IT industry is exiting its worst year ever and will return to growth in 2010, according to IT research and advisory firm Gartner.

The company forecasts IT spending to be $3.3 trillion, a 3.3% increase from 2009. In Asia Pacific, IT spending is expected to grow by 5% to $515.6 billion in 2010.

Peter Sondergaard, senior vice president and global head of Gartner Research, said that this represented a fast V-shaped recovery for IT spending in the region.

“Emerging regions will resume strong growth. By 2012, the accelerated IT spending and culturally different approach to IT in Asia will directly influence product features, service structures and the overall IT industry. Silicon Valley will not be in the driver’s seat anymore.”

However, growth varies considerably by country, vertical market and IT sector. Software would post the strongest growth in Asia Pacific while telecommunications still represent the largest area of IT investment.

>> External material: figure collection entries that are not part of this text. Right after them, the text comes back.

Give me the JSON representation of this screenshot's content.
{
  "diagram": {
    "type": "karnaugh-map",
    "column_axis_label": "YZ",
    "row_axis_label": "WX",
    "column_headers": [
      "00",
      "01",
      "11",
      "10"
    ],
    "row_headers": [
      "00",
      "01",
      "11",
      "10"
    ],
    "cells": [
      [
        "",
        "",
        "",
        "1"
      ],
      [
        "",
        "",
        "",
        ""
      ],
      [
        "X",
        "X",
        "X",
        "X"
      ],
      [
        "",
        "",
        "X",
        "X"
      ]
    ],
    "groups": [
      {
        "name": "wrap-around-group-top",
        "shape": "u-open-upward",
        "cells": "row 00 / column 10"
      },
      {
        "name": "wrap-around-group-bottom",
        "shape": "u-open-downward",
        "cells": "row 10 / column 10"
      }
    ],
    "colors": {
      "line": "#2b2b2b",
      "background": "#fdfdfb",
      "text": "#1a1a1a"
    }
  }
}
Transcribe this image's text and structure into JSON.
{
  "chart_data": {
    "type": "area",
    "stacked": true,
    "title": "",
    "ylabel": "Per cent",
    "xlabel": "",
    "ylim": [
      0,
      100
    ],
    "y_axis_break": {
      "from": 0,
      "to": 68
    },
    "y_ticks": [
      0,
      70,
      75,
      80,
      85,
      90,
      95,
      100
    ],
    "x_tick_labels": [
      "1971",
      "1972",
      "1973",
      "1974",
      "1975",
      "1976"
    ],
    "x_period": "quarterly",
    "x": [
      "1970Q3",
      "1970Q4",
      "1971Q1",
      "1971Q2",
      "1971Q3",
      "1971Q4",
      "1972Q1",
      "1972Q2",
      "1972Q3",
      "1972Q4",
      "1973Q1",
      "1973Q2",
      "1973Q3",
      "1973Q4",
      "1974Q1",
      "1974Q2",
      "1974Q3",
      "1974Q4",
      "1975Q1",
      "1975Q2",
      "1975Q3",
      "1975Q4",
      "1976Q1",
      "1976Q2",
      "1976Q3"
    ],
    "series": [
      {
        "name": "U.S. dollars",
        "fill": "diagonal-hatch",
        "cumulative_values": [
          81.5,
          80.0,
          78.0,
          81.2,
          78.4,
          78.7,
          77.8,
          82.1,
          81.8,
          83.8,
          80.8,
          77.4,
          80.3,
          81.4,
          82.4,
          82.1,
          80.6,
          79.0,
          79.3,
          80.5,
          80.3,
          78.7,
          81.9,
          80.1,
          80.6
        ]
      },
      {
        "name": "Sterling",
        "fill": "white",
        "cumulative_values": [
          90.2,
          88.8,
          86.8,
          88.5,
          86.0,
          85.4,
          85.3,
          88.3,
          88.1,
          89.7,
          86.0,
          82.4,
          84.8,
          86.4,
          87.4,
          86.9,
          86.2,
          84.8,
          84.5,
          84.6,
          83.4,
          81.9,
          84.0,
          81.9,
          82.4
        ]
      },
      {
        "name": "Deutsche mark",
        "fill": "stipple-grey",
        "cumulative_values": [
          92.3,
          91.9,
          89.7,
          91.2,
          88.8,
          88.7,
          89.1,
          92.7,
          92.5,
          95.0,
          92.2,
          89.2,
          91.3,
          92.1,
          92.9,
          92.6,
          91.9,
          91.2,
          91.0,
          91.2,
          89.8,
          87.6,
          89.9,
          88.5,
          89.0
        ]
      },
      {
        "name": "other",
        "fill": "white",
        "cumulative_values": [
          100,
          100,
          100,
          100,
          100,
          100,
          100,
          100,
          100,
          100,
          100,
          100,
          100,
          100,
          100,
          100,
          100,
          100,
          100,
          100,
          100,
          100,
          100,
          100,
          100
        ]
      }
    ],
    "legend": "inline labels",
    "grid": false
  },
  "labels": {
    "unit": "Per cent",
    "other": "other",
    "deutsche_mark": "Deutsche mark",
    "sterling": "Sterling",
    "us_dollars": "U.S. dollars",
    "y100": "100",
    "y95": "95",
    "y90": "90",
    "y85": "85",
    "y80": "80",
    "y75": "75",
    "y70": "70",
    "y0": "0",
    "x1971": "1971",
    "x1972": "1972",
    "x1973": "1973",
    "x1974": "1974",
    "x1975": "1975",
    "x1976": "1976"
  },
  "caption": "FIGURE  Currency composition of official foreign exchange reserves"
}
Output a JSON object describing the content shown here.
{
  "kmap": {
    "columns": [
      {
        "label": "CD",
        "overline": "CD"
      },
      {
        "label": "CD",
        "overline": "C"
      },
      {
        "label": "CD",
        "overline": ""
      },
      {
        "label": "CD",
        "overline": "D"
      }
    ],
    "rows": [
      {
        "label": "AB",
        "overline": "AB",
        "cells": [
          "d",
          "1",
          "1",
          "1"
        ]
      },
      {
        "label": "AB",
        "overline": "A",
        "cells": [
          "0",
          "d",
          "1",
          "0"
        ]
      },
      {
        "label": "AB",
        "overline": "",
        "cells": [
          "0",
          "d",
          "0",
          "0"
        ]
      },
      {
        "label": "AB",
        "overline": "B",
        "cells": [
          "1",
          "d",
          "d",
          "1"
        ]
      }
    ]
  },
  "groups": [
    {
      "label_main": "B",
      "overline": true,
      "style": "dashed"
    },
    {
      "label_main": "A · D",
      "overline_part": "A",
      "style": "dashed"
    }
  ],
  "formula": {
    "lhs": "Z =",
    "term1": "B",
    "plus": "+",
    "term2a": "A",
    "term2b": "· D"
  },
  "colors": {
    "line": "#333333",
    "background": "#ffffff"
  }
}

Segment wise, the computer hardware segment is expected to increase by 4.7% to $71.7 billion from 68.5 billion in 2009. Software segment is expected to increase by 10.2% to $22.1 billion, IT services by 9.3% to $56.9 billion, while telecom services segment is expected to rise 4.2% to $364.8 billion.

In Australia, the five-year outlook for enterprise IT spending is a compound annual growth rate of 1.3%, with total IT spending by Australian business to reach A$56.4 billion by 2013.

Mr Sondergaard said that the three most-searched terms by Gartner clients on gartner.com provide some clues as to the priorities of IT leaders around the world. The third most-searched terms were business applications such as ERP and CRM.

He said, three additional topics, business intelligence, virtualisation, social media that were important in 2009 will continue to dominate IT leaders’ agendas in 2010. Also, the three themes that will become important over next few years include context aware computing, operational technology and pattern based strategy.

Mr Sondergaard added: “While the IT industry will return to growth in 2010, the market will not recover to 2008 revenue levels before 2012. 2010 is about balancing the focus on cost, risk, and growth. For more than 50% of CIOs the IT budget will be 0% or less in growth terms. It will only slowly improve in 2011.”

“We believe that 2010 will see increased focus on optimisation of business processes linked to software applications, what we call application overhaul. That is what will drive growth in the software segment.”